The Chernock family coat of arms
The Chernock family coat of arms

The Chernock family remained Lords of the Manor of Holcot until the death of Sir Villiers Chernock in 1779. The manor then passed to his nephew Edward Hervey, son of his sister Helen. Hervey left no male heirs and his estates were devised to Elizabeth Chauncey, his only surviving sister. She divided them between her great-nieces. Part of the manor devolved to William Montague and George Henry Montague held half the manor in 1826. His heir was a man named Bennett who held half of the manor into the 20th century. The other half of the manor devolved to Charlotte Orlebar Smith, this was, in turn divided between her great-grandson Charles Villiers Downes, who was killed in the First World War and Boteler Chernock Smith, Charlotte's grandson.

A succession of Law of Property Acts in the 1920s extinguished all manorial incidents, courts and copyhold tenure of land. This effectively abolished manors in all but name.

The Bedfordshire Historic Environment Record [HER] contains information on the county's historic buildings and landscapes and summaries of each entry can now be found online as part of the Heritage Gateway website. Earthworks indicating the site of the medieval Manor House and its garden appear on aerial photographs taken in 1946 [HER 28]. The earthworks lie north-east of the church. A medieval fishpond complex [HER 3423], constructed for the manor house has also been identified. The house was rebuilt in 1575, and the ponds were probably modified and incorporated in garden landscaping then or later. The main pond, to the south of the complex, is retained by an earthwork about ten feet high, and the ponds to the north by other substantial earthworks.
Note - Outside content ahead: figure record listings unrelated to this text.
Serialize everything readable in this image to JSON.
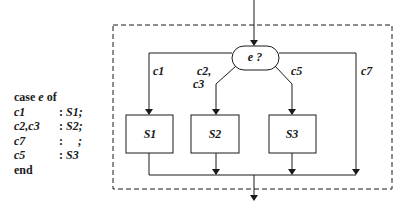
{
  "code": {
    "header": {
      "kw1": "case",
      "expr": "e",
      "kw2": "of"
    },
    "rows": [
      {
        "label": "c1",
        "sep": ":",
        "stmt": "S1;"
      },
      {
        "label": "c2,c3",
        "sep": ":",
        "stmt": "S2;"
      },
      {
        "label": "c7",
        "sep": ":",
        "stmt": "    ;"
      },
      {
        "label": "c5",
        "sep": ":",
        "stmt": "S3"
      }
    ],
    "footer": "end"
  },
  "diagram": {
    "decision": {
      "label": "e ?"
    },
    "branches": [
      {
        "label": "c1"
      },
      {
        "label_line1": "c2,",
        "label_line2": "c3"
      },
      {
        "label": "c5"
      },
      {
        "label": "c7"
      }
    ],
    "boxes": [
      {
        "label": "S1"
      },
      {
        "label": "S2"
      },
      {
        "label": "S3"
      }
    ],
    "colors": {
      "stroke": "#1a1a1a",
      "background": "#ffffff"
    }
  }
}
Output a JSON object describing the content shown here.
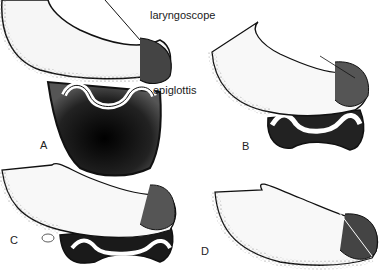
{
  "figure": {
    "labels": {
      "laryngoscope": "laryngoscope",
      "epiglottis": "epiglottis"
    },
    "panels": [
      {
        "letter": "A"
      },
      {
        "letter": "B"
      },
      {
        "letter": "C"
      },
      {
        "letter": "D"
      }
    ],
    "colors": {
      "ink": "#111111",
      "paper": "#ffffff",
      "shade": "#555555"
    }
  }
}
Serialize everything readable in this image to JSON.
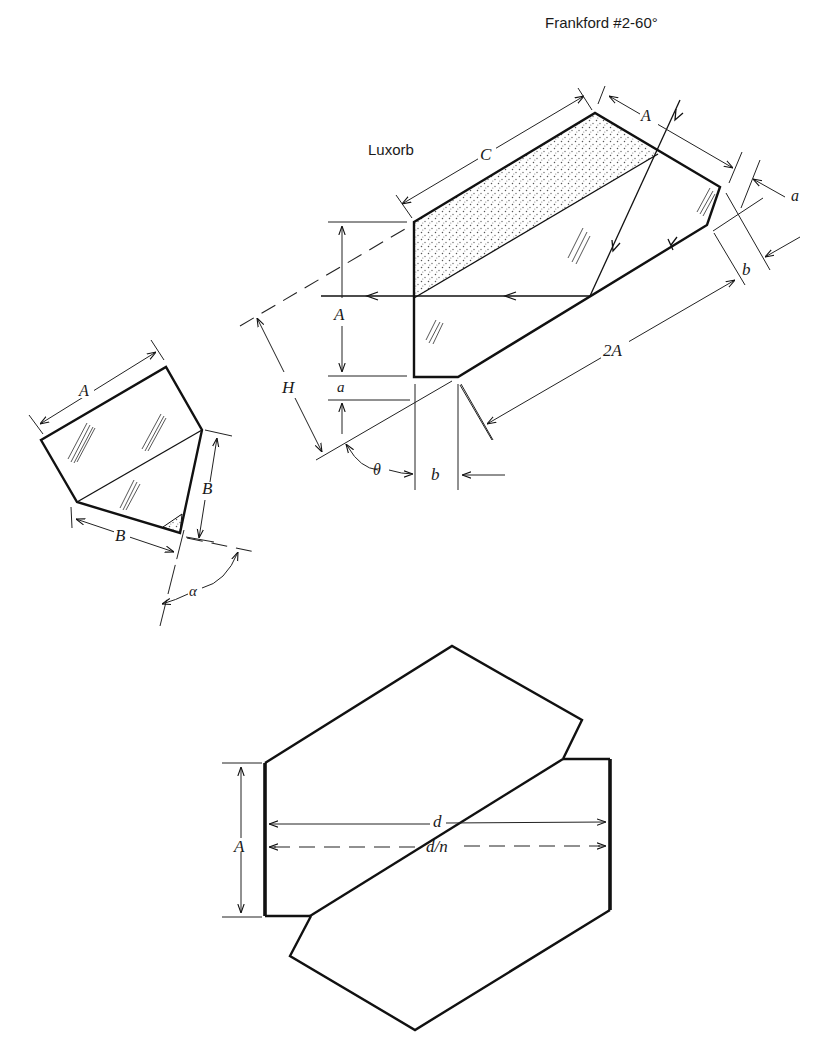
{
  "title": "Frankford #2-60°",
  "figures": {
    "luxorb": {
      "label": "Luxorb",
      "dimensions": {
        "C": "C",
        "A_top": "A",
        "a_right": "a",
        "b_right": "b",
        "two_A": "2A",
        "A_left": "A",
        "a_left": "a",
        "H": "H",
        "theta": "θ",
        "b_bottom": "b"
      },
      "features": [
        "stippled absorbing coating band",
        "incident ray reflected to horizontal output",
        "glass hatch marks"
      ]
    },
    "left_prism": {
      "dimensions": {
        "A": "A",
        "B_right": "B",
        "B_bottom": "B",
        "alpha": "α"
      },
      "features": [
        "small stippled triangle at lower corner",
        "glass hatch marks"
      ]
    },
    "offset_pair": {
      "dimensions": {
        "A": "A",
        "d": "d",
        "d_over_n": "d/n"
      },
      "features": [
        "two hexagonal prisms cemented along diagonal",
        "thick end faces"
      ]
    }
  },
  "colors": {
    "ink": "#111111",
    "background": "#ffffff",
    "stipple": "#555555"
  }
}
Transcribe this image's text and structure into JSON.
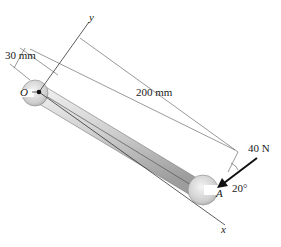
{
  "diagram": {
    "labels": {
      "dim_offset": "30 mm",
      "dim_length": "200 mm",
      "force": "40 N",
      "angle": "20°",
      "point_origin": "O",
      "point_a": "A",
      "axis_x": "x",
      "axis_y": "y"
    },
    "colors": {
      "line": "#333333",
      "wrench_light": "#e6e6e6",
      "wrench_mid": "#c4c4c4",
      "wrench_dark": "#9a9a9a"
    }
  }
}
The site was included in A. W. Guppy's list of moated sites, but is not now thought to include a moat.

The house survived at least as late as 1812. Thomas Orlebar Marsh was working on the engraving shown below in that year and mentions in a letter [CRT180/537] that the property, then called Hulcote House, was by then much dilapidated. Today occupies a small part of the site of the manor and its grounds.